A new survey suggests that Australian employees are feeling increasingly overworked.

The survey of almost 2000 workers by recruitment firm Talent2 found seventy per cent saying they were expected to do more work than they were five years ago, while 64 per cent said longer hours were demanded of them.

71 percent of workers said they were expected to do the job of more than one person.

(Source: ABC News website)

 

Friday, August 25, 2006

A curfew has been placed on the NSW Police college at Goulburn after a drunken spree by off-duty officers.

Police Commissioner Ken Moroney ordered the 11pm curfew when he learnt that several officers were involved in a series of drunken incidents at hotels and clubs over three days.

One officer has been charged with offensive behaviour, and another was expected to be charged with failing to leave a licensed premises. Two further assaults in Goulburn were being examined to determine if off-duty police were involved.

(Source: Sydney Morning Herald)

 

A police commander's report reveals a failure to stop widespread sexual harassment in the force, despite police knowing for years that pornography has been forced on two-thirds of policewomen, and half have been inappropriately touched.

The report by former chief inspector Mark Szalajko says police anti-harassment policies are ineffective because they fail to tackle a macho culture difficult to change.

Delivered in his personal capacity to a women-in-policing conference last year, it cites studies as far back as 1988 showing disturbing levels of sexual harassment, including one from 1995 in which 80 per cent of respondents said they had been subject to unwanted sexual comments.

The Ombudsman this week reported that 23 officers at Goulburn police college had sex with students in 2002, with a further 18 sexual complaints since 2003.

One asked a student for a sexual favour to pass. Another sent a student a mobile phone photo of his genitals and asked her to bite a chocolate bar placed at his groin.

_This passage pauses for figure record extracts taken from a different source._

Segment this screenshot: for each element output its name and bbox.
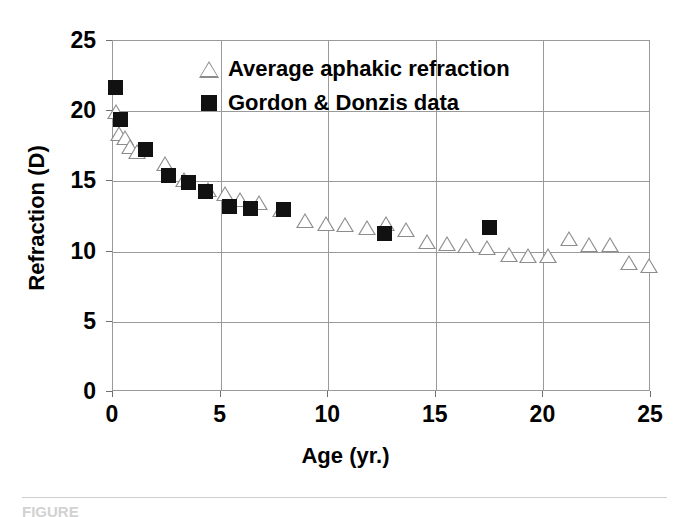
data-point-square xyxy=(161,168,176,183)
data-point-square xyxy=(198,184,213,199)
data-point-triangle xyxy=(457,238,475,253)
figure-caption: FIGURE xyxy=(22,503,667,517)
data-point-triangle xyxy=(438,236,456,251)
y-tick-label: 0 xyxy=(34,380,96,403)
data-point-triangle xyxy=(358,220,376,235)
figure-container: Refraction (D) 0510152025 0510152025 Age… xyxy=(0,0,691,517)
x-tick-mark xyxy=(435,391,436,397)
data-point-triangle xyxy=(640,258,658,273)
y-tick-label: 5 xyxy=(34,310,96,333)
x-axis-title: Age (yr.) xyxy=(0,443,691,469)
data-point-square xyxy=(243,201,258,216)
chart-legend: Average aphakic refraction Gordon & Donz… xyxy=(190,52,610,120)
data-point-square xyxy=(377,226,392,241)
caption-divider xyxy=(22,497,667,498)
x-tick-label: 0 xyxy=(82,403,142,426)
data-point-square xyxy=(222,199,237,214)
x-tick-label: 20 xyxy=(512,403,572,426)
x-tick-label: 15 xyxy=(405,403,465,426)
x-tick-mark xyxy=(112,391,113,397)
y-tick-label: 20 xyxy=(34,99,96,122)
y-tick-label: 15 xyxy=(34,169,96,192)
data-point-square xyxy=(138,142,153,157)
legend-label-average-aphakic-refraction: Average aphakic refraction xyxy=(228,56,510,82)
data-point-triangle xyxy=(620,255,638,270)
data-point-triangle xyxy=(560,231,578,246)
y-tick-label: 25 xyxy=(34,29,96,52)
open-triangle-icon xyxy=(190,61,228,78)
data-point-triangle xyxy=(519,248,537,263)
x-tick-mark xyxy=(542,391,543,397)
x-tick-label: 10 xyxy=(297,403,357,426)
x-tick-mark xyxy=(650,391,651,397)
x-tick-mark xyxy=(327,391,328,397)
y-tick-label: 10 xyxy=(34,240,96,263)
legend-entry-gordon-donzis-data: Gordon & Donzis data xyxy=(190,86,610,120)
data-point-triangle xyxy=(601,237,619,252)
data-point-triangle xyxy=(317,216,335,231)
x-tick-label: 25 xyxy=(620,403,680,426)
data-point-square xyxy=(276,202,291,217)
legend-entry-average-aphakic-refraction: Average aphakic refraction xyxy=(190,52,610,86)
data-point-triangle xyxy=(418,234,436,249)
gridline-horizontal xyxy=(113,252,649,253)
data-point-triangle xyxy=(336,217,354,232)
legend-label-gordon-donzis-data: Gordon & Donzis data xyxy=(228,90,459,116)
data-point-square xyxy=(108,80,123,95)
data-point-triangle xyxy=(296,213,314,228)
data-point-triangle xyxy=(580,237,598,252)
filled-square-icon xyxy=(190,95,228,111)
gridline-horizontal xyxy=(113,322,649,323)
data-point-triangle xyxy=(397,222,415,237)
data-point-triangle xyxy=(500,247,518,262)
data-point-square xyxy=(482,220,497,235)
data-point-triangle xyxy=(539,248,557,263)
data-point-triangle xyxy=(478,240,496,255)
data-point-square xyxy=(113,112,128,127)
data-point-square xyxy=(181,175,196,190)
x-tick-mark xyxy=(220,391,221,397)
x-tick-label: 5 xyxy=(190,403,250,426)
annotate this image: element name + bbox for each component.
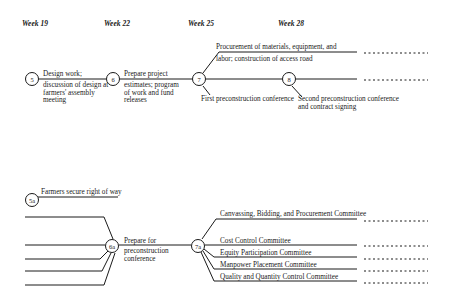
activity-procurement: Procurement of materials, equipment, and xyxy=(216,43,337,51)
week-19-label: Week 19 xyxy=(22,19,48,28)
activity-prepare-estimates: Prepare project xyxy=(124,70,168,78)
activity-prepare-preconstruction-line3: conference xyxy=(124,255,156,263)
activity-design-work-line4: meeting xyxy=(43,96,66,104)
activity-first-preconstruction-conference: First preconstruction conference xyxy=(201,95,294,103)
committee-equity-participation: Equity Participation Committee xyxy=(220,249,311,257)
continuation-dashes xyxy=(364,53,428,283)
node-7: 7 xyxy=(192,72,206,86)
activity-procurement-line2: labor; construction of access road xyxy=(216,55,313,63)
node-7a: 7a xyxy=(191,239,205,253)
activity-prepare-preconstruction: Prepare for xyxy=(124,237,156,245)
week-22-label: Week 22 xyxy=(104,19,130,28)
committee-canvassing: Canvassing, Bidding, and Procurement Com… xyxy=(220,210,366,218)
committee-quality-quantity-control: Quality and Quantity Control Committee xyxy=(220,273,338,281)
activity-right-of-way: Farmers secure right of way xyxy=(41,188,122,196)
node-6a: 6a xyxy=(105,239,119,253)
activity-contract-signing: and contract signing xyxy=(298,103,356,111)
committee-cost-control: Cost Control Committee xyxy=(220,237,291,245)
activity-design-work: Design work; xyxy=(43,70,82,78)
week-28-label: Week 28 xyxy=(278,19,304,28)
activity-prepare-estimates-line4: releases xyxy=(124,96,147,104)
node-5: 5 xyxy=(25,72,39,86)
committee-manpower-placement: Manpower Placement Committee xyxy=(220,261,317,269)
week-25-label: Week 25 xyxy=(188,19,214,28)
node-5a: 5a xyxy=(25,193,39,207)
node-8: 8 xyxy=(282,72,296,86)
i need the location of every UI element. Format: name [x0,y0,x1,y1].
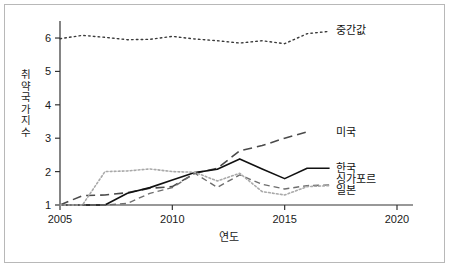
series-line-한국 [60,159,330,205]
series-labels: 중간값미국한국싱가포르일본 [336,24,376,196]
figure-frame: 취약국가지수 123456 2005201020152020 중간값미국한국싱가… [4,4,445,263]
series-label-미국: 미국 [336,126,356,138]
series-line-일본 [60,169,330,205]
y-tick-label: 3 [45,132,51,144]
x-tick-label: 2020 [385,213,409,225]
x-tick-label: 2010 [160,213,184,225]
series-line-싱가포르 [60,173,330,205]
series-line-미국 [60,132,307,205]
series-label-중간값: 중간값 [336,24,366,36]
y-tick-label: 4 [45,99,51,111]
series-label-일본: 일본 [336,183,356,196]
y-tick-label: 2 [45,166,51,178]
x-axis-title: 연도 [219,231,239,243]
x-axis-ticks: 2005201020152020 [48,205,409,225]
y-axis-ticks: 123456 [45,32,60,211]
x-tick-label: 2015 [272,213,296,225]
y-tick-label: 5 [45,65,51,77]
line-chart: 123456 2005201020152020 중간값미국한국싱가포르일본 연도 [5,5,446,264]
y-tick-label: 6 [45,32,51,44]
series-line-중간값 [60,31,330,43]
series-lines [60,31,330,205]
x-tick-label: 2005 [48,213,72,225]
y-tick-label: 1 [45,199,51,211]
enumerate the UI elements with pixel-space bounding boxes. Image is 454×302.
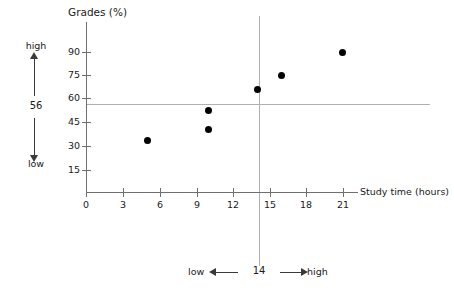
x-tick-label-0: 0 [76,199,96,210]
data-point [339,49,346,56]
x-threshold-value-label: 14 [239,265,279,276]
arrow-left-icon [209,268,216,276]
y-tick-mark-45 [82,122,91,123]
data-point [278,72,285,79]
y-tick-mark-75 [82,75,91,76]
y-axis-line [86,22,87,192]
x-tick-mark-9 [197,188,198,197]
x-tick-label-18: 18 [296,199,316,210]
y-tick-label-45: 45 [68,116,80,127]
scatter-plot-figure: Grades (%) 90 75 60 45 30 15 0 3 6 9 12 … [0,0,454,302]
plot-title: Grades (%) [68,6,127,18]
x-annotation-low-label: low [188,266,204,277]
x-tick-label-21: 21 [333,199,353,210]
x-tick-mark-12 [233,188,234,197]
x-tick-mark-0 [86,188,87,197]
horizontal-reference-line-56 [86,104,430,105]
y-annotation-low-label: low [0,158,72,169]
x-tick-mark-15 [270,188,271,197]
y-annotation-up-arrow-shaft [34,58,35,96]
x-tick-label-12: 12 [223,199,243,210]
y-tick-mark-30 [82,146,91,147]
data-point [144,137,151,144]
x-tick-label-15: 15 [260,199,280,210]
x-tick-label-6: 6 [150,199,170,210]
y-tick-label-75: 75 [68,69,80,80]
x-annotation-left-arrow-shaft [216,272,238,273]
x-annotation-right-arrow-shaft [280,272,302,273]
y-tick-label-30: 30 [68,140,80,151]
data-point [205,126,212,133]
vertical-reference-line-14 [259,16,260,266]
x-tick-label-9: 9 [187,199,207,210]
y-tick-mark-60 [82,98,91,99]
data-point [254,86,261,93]
x-tick-mark-6 [160,188,161,197]
x-tick-mark-21 [343,188,344,197]
data-point [205,107,212,114]
x-axis-line [86,192,358,193]
y-annotation-down-arrow-shaft [34,118,35,156]
x-tick-mark-18 [306,188,307,197]
y-tick-mark-90 [82,52,91,53]
x-tick-mark-3 [123,188,124,197]
y-annotation-high-label: high [0,40,72,51]
x-axis-label: Study time (hours) [360,186,449,197]
x-annotation-high-label: high [307,266,328,277]
x-tick-label-3: 3 [113,199,133,210]
y-tick-mark-15 [82,170,91,171]
y-threshold-value-label: 56 [0,100,72,111]
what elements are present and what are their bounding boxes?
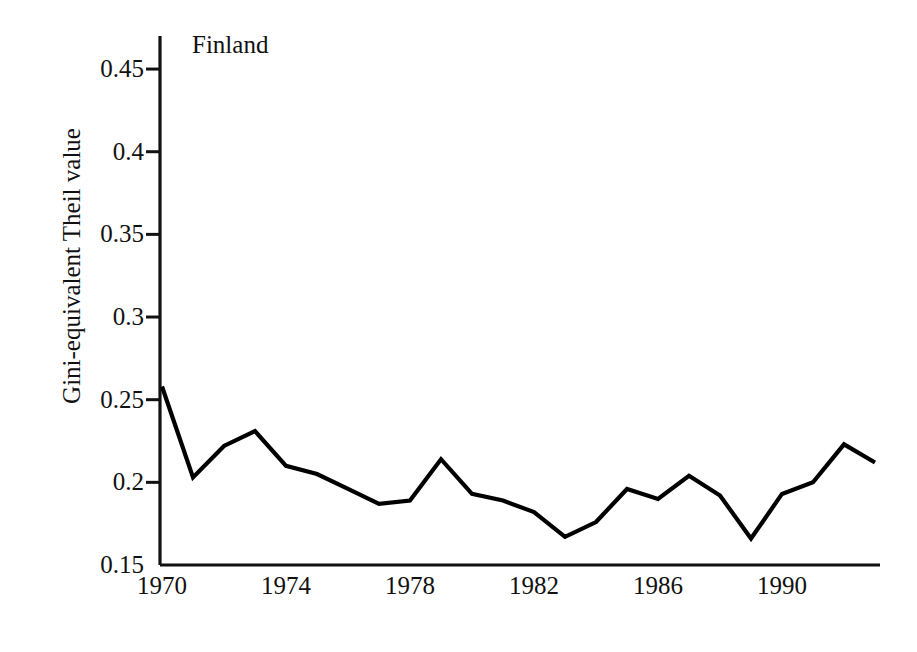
axes-lines (160, 36, 880, 565)
data-series-line (162, 386, 875, 538)
chart-plot-area (0, 0, 917, 652)
y-axis-ticks (146, 69, 160, 482)
chart-figure: Gini-equivalent Theil value Finland 0.15… (0, 0, 917, 652)
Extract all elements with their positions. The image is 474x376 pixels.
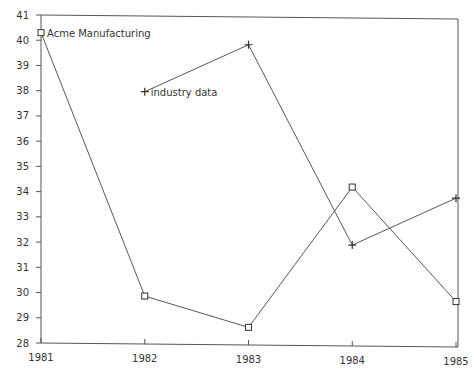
x-axis: 19811982198319841985 (28, 338, 468, 367)
square-marker-icon (38, 30, 44, 36)
x-tick-label: 1981 (28, 352, 53, 363)
plus-marker-icon (141, 88, 149, 96)
x-tick-label: 1983 (236, 354, 261, 365)
line-chart: 2829303132333435363738394041 19811982198… (0, 0, 474, 376)
square-marker-icon (349, 184, 355, 190)
y-tick-label: 29 (16, 312, 29, 323)
plus-marker-icon (245, 41, 253, 49)
plus-marker-icon (348, 241, 356, 249)
y-tick-label: 28 (16, 338, 29, 349)
y-axis: 2829303132333435363738394041 (16, 10, 41, 349)
y-tick-label: 41 (16, 10, 29, 21)
y-tick-label: 34 (16, 186, 29, 197)
square-marker-icon (246, 324, 252, 330)
square-marker-icon (142, 293, 148, 299)
y-tick-label: 36 (16, 136, 29, 147)
square-marker-icon (453, 299, 459, 305)
y-tick-label: 30 (16, 287, 29, 298)
y-tick-label: 35 (16, 161, 29, 172)
plus-marker-icon (452, 194, 460, 202)
series-label: industry data (151, 87, 218, 98)
y-tick-label: 32 (16, 237, 29, 248)
y-tick-label: 38 (16, 85, 29, 96)
frame-top (41, 15, 458, 19)
x-tick-label: 1985 (443, 356, 468, 367)
y-tick-label: 33 (16, 211, 29, 222)
series-label: Acme Manufacturing (47, 28, 151, 39)
series-layer: Acme Manufacturingindustry data (38, 28, 460, 331)
series-line (41, 33, 456, 328)
y-tick-label: 31 (16, 262, 29, 273)
x-tick-label: 1982 (132, 353, 157, 364)
y-tick-label: 39 (16, 60, 29, 71)
x-tick-label: 1984 (340, 355, 365, 366)
series-acme-manufacturing: Acme Manufacturing (38, 28, 459, 331)
x-axis-line (41, 343, 458, 347)
plot-frame (41, 15, 458, 347)
y-tick-label: 40 (16, 35, 29, 46)
y-tick-label: 37 (16, 110, 29, 121)
series-industry-data: industry data (141, 41, 460, 249)
series-line (145, 45, 456, 245)
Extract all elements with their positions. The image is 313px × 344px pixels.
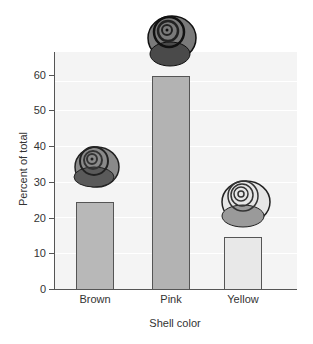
snail-shell-icon-pink [146, 14, 198, 70]
y-tick-label: 10 [20, 247, 46, 259]
y-tick-label: 0 [20, 283, 46, 295]
y-tick [49, 253, 54, 254]
y-tick-label: 50 [20, 104, 46, 116]
snail-shell-icon-brown [72, 143, 122, 193]
x-tick-label-yellow: Yellow [213, 293, 273, 305]
x-axis [54, 289, 297, 290]
y-tick [49, 182, 54, 183]
cut-off-caption [0, 0, 313, 5]
y-tick [49, 110, 54, 111]
snail-shell-icon-yellow [219, 178, 273, 232]
bar-brown [76, 202, 114, 290]
y-tick [49, 146, 54, 147]
y-axis-label: Percent of total [17, 124, 29, 214]
y-tick [49, 75, 54, 76]
bar-yellow [224, 237, 262, 290]
x-axis-label: Shell color [0, 317, 313, 329]
x-tick-label-pink: Pink [141, 293, 201, 305]
x-tick-label-brown: Brown [65, 293, 125, 305]
y-tick-label: 60 [20, 69, 46, 81]
y-tick [49, 289, 54, 290]
bar-pink [152, 76, 190, 290]
y-tick [49, 218, 54, 219]
y-axis [54, 52, 55, 290]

Both were transferred, but Police Commissioner Ken Moroney said they could not be sacked.

Mr Moroney played down the importance of the Ombudsman's report, saying "it's called being the commissioner of the NSW Police, looking across a whole range of issues impacting on the whole of the state. Important as this issue is, it is one of a myriad of issues I've got to cover on a daily basis."

(Source: Sydney Morning Herald)

 

Thursday, August 24, 2006

Quote of the Moment:

"He's disabled."
"They can't cope on their own and it's more than they would get in their own country"
"The workers can't speak English."

Three of the excuses given by British employers for not paying the legal minimum wage. Between August 2005 and July 2006, minimum wage enforcement teams identified nearly 3.3 million pounds in underpaid salaries across the UK.

 

Monday, August 21, 2006

Tasmanian's Health Department has been accused of under-paying nurses on shift work by a total of about $10 million.

The Nurses Federation says it first made the department aware in 2001 that public sector nurses were not being paid their award entitlements for public holidays and annual leave loading.

But the union says nothing has been done.

It is taking the State Government to the Industrial Commission next month to argue its case for back payments for the six years allowed under the statutes.

The federation's acting secretary, Agnes Stanislaus Large, says a minimum of 5,000 nurses are each owed about $2,000.

"You know there's a lot of double-dipping from the department in the sense that they're sort of ripping the nurses off on numerous occasions regarding public holidays, and the accrual of the public holiday for annual leave," she said.

(Source: ABC News website)

 

Saturday, August 19, 2006

Six Sydney airport baggage handlers boarded an aircraft suspected of containing a bomb because they feared that if they didn't they'd lose their jobs, their union says.

A total of 102 passengers were evacuated from the Pacific Blue 737 from Fiji on Thursday night after an anonymous caller warned there was a suspicious package aboard.

The Transport Workers Union (TWU) says despite the threat the handlers still boarded the plane to line the baggage up on the tarmac to be inspected by sniffer dogs.

Meanwhile passengers were being evacuated from the plan and bomb expert teams moved out of a potential blast radius.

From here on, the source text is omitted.